Gettin her done in ONE
Some debut features ROCK…how?? Building canals! We're making a game show!
In case you missed last week’s rotation
Today,
How novice wins over knowledge, with words from the Scottish image savant herself
Calling all the film obsessed for a GAME SHOW in development
Lynne Ramsay’s debut feature, Ratcatcher (1999), opens with a shot of a boy wrapped in a lace curtain. This metamorphically evocative image sets the stage for a gut punching story of a young boy burdened by a destructive environment and a grave mistake. This was her debut film, might I add. Meaning everything that came before, her life, her training, her successes, her failures, shaped what became this inscrutably poetic capsule of boyhood in Scotland. To make a film with the level of artistic gumption on your first go is a high order, but it can be done.
See. Shiva Baby, Sorry Baby, Get Out, Joyland… to name only a few.
Conventional wisdom would advise you to believe these preternatural successes are a product of intense knowledge absorption. Shoot as much as possible. Read as much as possible. Watch as much as possible. But Ramsay’s Ratcatcher “strategy” maintains the exact opposite.
What you might not know is that Ramsay didn’t train in writing and directing in film school but in cinematography! It was there that she realized it was the wrong track. She started to feel somewhat confined by a choice she made with an understanding that gaining the the hard skills of a cinematographer, which is a track somewhat standardized in approach, would be an easier way “in.” Yet, she has zero regrets. In this interview with Elliot James she says “it’s good to know every part of your skill,” which perhaps makes her next words of advice that much more attainable: “stick to your guns.”
“If you try to do something that everybody likes, it’ll never happen.”
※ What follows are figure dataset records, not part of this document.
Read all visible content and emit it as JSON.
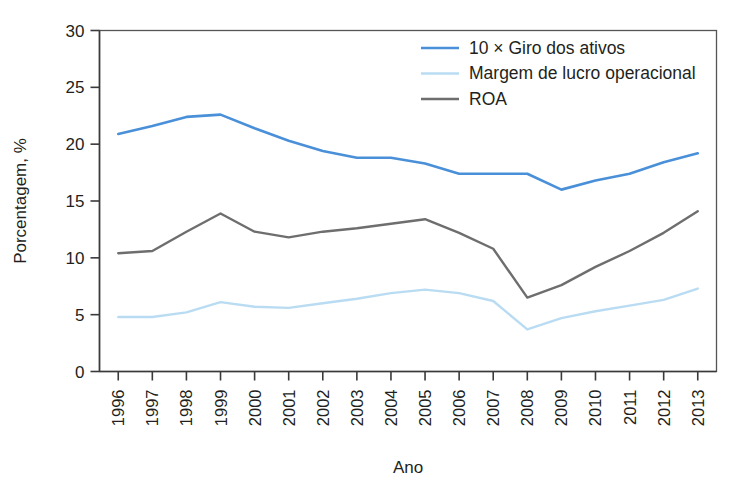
{
  "chart_data": {
    "type": "line",
    "title": "",
    "xlabel": "Ano",
    "ylabel": "Porcentagem, %",
    "categories": [
      "1996",
      "1997",
      "1998",
      "1999",
      "2000",
      "2001",
      "2002",
      "2003",
      "2004",
      "2005",
      "2006",
      "2007",
      "2008",
      "2009",
      "2010",
      "2011",
      "2012",
      "2013"
    ],
    "xtick_labels": [
      "1996",
      "1997",
      "1998",
      "1999",
      "2000",
      "2001",
      "2002",
      "2003",
      "2004",
      "2005",
      "2006",
      "2007",
      "2008",
      "2009",
      "2010",
      "2011",
      "2012",
      "2013"
    ],
    "ytick_labels": [
      "0",
      "5",
      "10",
      "15",
      "20",
      "25",
      "30"
    ],
    "yticks": [
      0,
      5,
      10,
      15,
      20,
      25,
      30
    ],
    "ylim": [
      0,
      30
    ],
    "grid": false,
    "legend_position": "top-right",
    "series": [
      {
        "name": "10 × Giro dos ativos",
        "color": "#4a90d9",
        "width": 2.6,
        "values": [
          20.9,
          21.6,
          22.4,
          22.6,
          21.4,
          20.3,
          19.4,
          18.8,
          18.8,
          18.3,
          17.4,
          17.4,
          17.4,
          16.0,
          16.8,
          17.4,
          18.4,
          19.2
        ]
      },
      {
        "name": "Margem de lucro operacional",
        "color": "#b9dcf2",
        "width": 2.4,
        "values": [
          4.8,
          4.8,
          5.2,
          6.1,
          5.7,
          5.6,
          6.0,
          6.4,
          6.9,
          7.2,
          6.9,
          6.2,
          3.7,
          4.7,
          5.3,
          5.8,
          6.3,
          7.3
        ]
      },
      {
        "name": "ROA",
        "color": "#6e6e6e",
        "width": 2.4,
        "values": [
          10.4,
          10.6,
          12.3,
          13.9,
          12.3,
          11.8,
          12.3,
          12.6,
          13.0,
          13.4,
          12.2,
          10.8,
          6.5,
          7.6,
          9.2,
          10.6,
          12.2,
          14.1
        ]
      }
    ]
  },
  "legend": {
    "items": [
      {
        "label": "10 × Giro dos ativos",
        "color": "#4a90d9"
      },
      {
        "label": "Margem de lucro operacional",
        "color": "#b9dcf2"
      },
      {
        "label": "ROA",
        "color": "#6e6e6e"
      }
    ]
  },
  "axes": {
    "y_title": "Porcentagem, %",
    "x_title": "Ano"
  }
}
She’s adamant about the ways “in” that exist beyond the constraints of hegemonic influence. A very “don’t bend or break” mentality I especially appreciate. It’s this mentality that gave her the confidence to assemble the team behind Ratchatcher who, notably, were “a bunch of filmmakers” who’d “never done anything” and just got out of film school. Her Director of Photography had never shot a film before. Practically no one on set had either. And for this a “real purity” was cultivated. It’s the major component in the singular magic of a debut film.
There’s a crucially charmed naivety within a crew of novices. A sensitivity that can’t be restored after the first go around. The usual hesitation toward a request like “build a canal” in the absence of a real one flies without debate, a task the Ratcatcher team accomplished!
With a high concentration of experience, sure, many-a excellent debut has been made. Of course bolstered by a combined sharpness of vision, as incisive as it was determined.
But a cluster of raw, fervid desire to go there, whatever it may take, is a force capable of just the same, maybe with an even higher concentration of spirit than the former could ever hold.
On a newsworthy note, a SCRIBBLED LOOSE GAME SHOW is on the horizon as I gather players for incoming episodes!!!
If you’re here, or at least if you’ve been here a while, you’re well aware of the ethos behind this publication. We care about the stuff behind the stuff, particularly MOVIES, the precise impetus for…
It’s a twisted version of a movie-guessing game that I’d bet BIG money you’ll love, especially if
You walk away from movies with hot takes no one else has
You think every movie is saying more than its saying
You turn every film into a theory worth defending
All the rules, regulations and submission instruction is here for the taking.